New research published in 2011 & 2012 continues to build on a major 1999 study that found increased sun activity (solar flux, etc.) is a significant cause of modern global warming
While reviewing the bounty of solar and climate information found at the Global Warming Science site, we found the adjacent chart (this is the 'C3' revised version using annual HadCRUT global temperatures instead of monthly).
Clearly, there is a strong relationship between solar activity (magnetic solar flux) and global temperatures.
The relationship is not perfect but it represents a significant improvement over the incredibly lame human-CO2 and global warming / climate change relationship claimed by the IPCC's anti-CO2 Climategate scientists and alarmists.

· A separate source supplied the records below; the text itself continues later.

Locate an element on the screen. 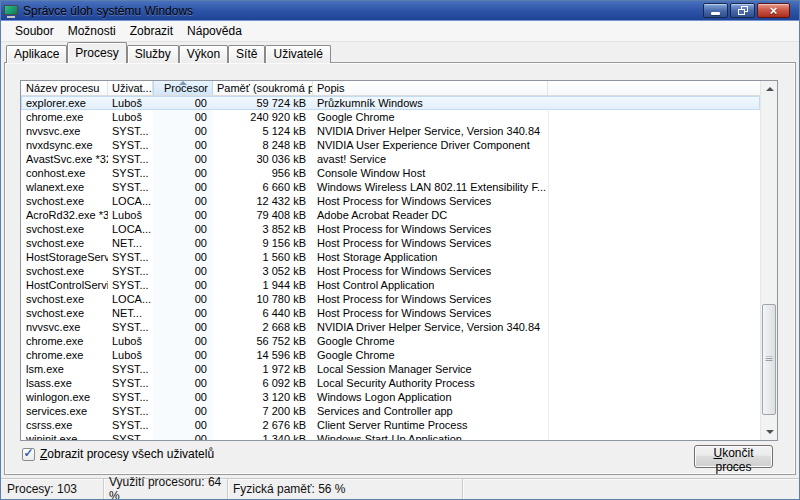 The height and width of the screenshot is (500, 800). close-button: × is located at coordinates (774, 10).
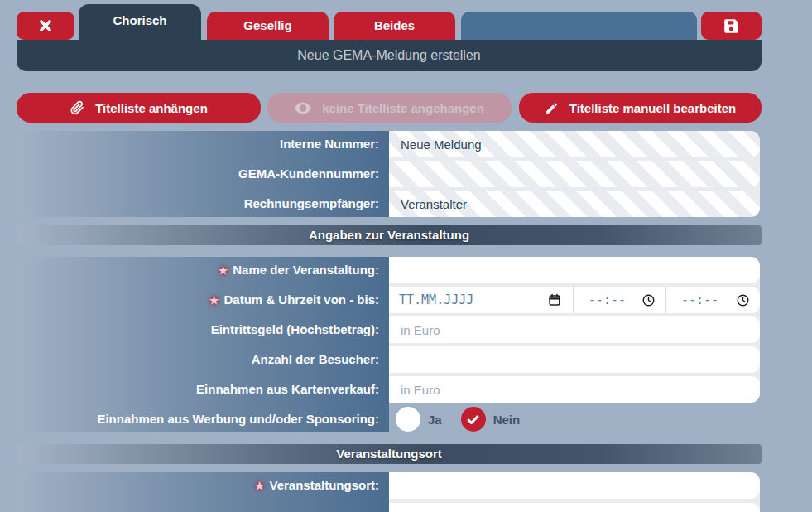 The height and width of the screenshot is (512, 812). I want to click on tab-gesellig-label: Gesellig, so click(267, 25).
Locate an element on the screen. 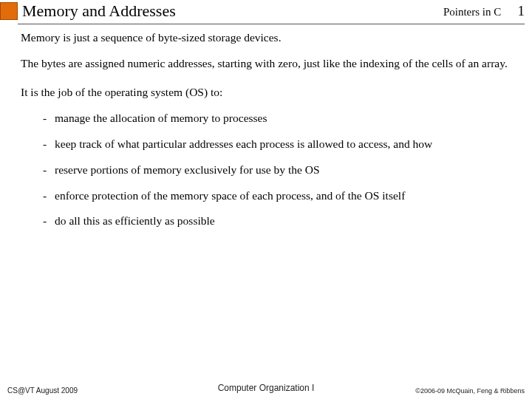 Image resolution: width=532 pixels, height=399 pixels. page-number: 1 is located at coordinates (518, 11).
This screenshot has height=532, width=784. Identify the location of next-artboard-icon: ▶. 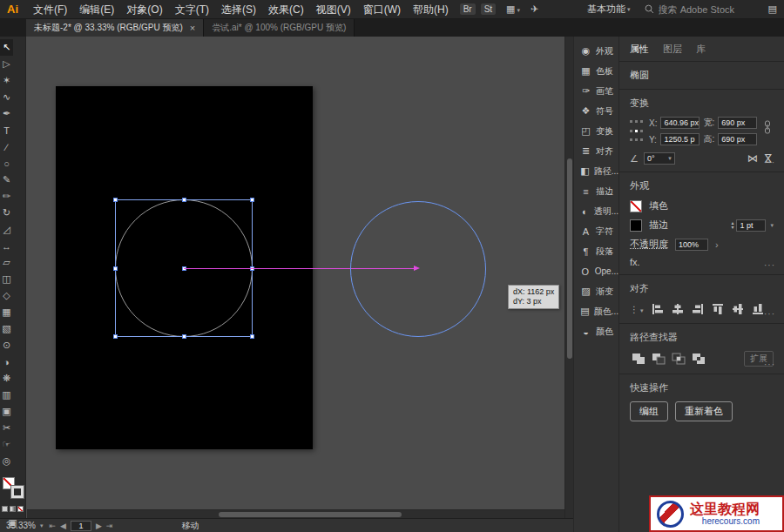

Read here. From the original 1999 study:
"The solar wind, because it is an extended ionized gas of very high electrical conductivity, drags some magnetic flux out of the Sun, thereby filling the heliosphere with the weak interplanetary magnetic field. Magnetic reconnection - the merging of oppositely-directed magnetic fields such that they become connected to each other - between the interplanetary field and the Earth's magnetic field, allows energy from the solar wind to enter the near-Earth environment. The Sun's properties, such as its luminosity, are related to its magnetic field, though the connections are as yet not well understood. Moreover, changes in the heliospheric magnetic field have been linked with changes in total cloud cover over the Earth, which may influence global climate change. Here we report that the measurements of the near-Earth interplanetary magnetic field reveal that the total magnetic field leaving the sun has risen by a factor 1.4 since 1964." [M. Lockwood, R. Stamper, and M.N. Wild 1999: Nature]
Read here. From a 1999 review of this study:
"The authors examined measurements of near-earth interplanetary magnetic field to determine the total magnetic flux leaving the sun since 1868...authors were able to show that the total magnetic flux leaving the sun has risen by a factor of 1.41 over the period 1964-1996. Surrogate measurements of the interplanetary magnetic field previous to this time indicate that this parameter has increased by a factor of 2.3 since 1901...results of this study lead us to wonder just how much of the reported 0.6°C global temperature rise of the last century might be a result of the more than two-fold increase in the total magnetic solar flux over that period. We may now, at long last, be moving closer than ever in our effort to understand the importance of the sun in driving 20th century climate change."
Previous solar-climate and peer-reviewed postings. Solar/cosmic temperature charts.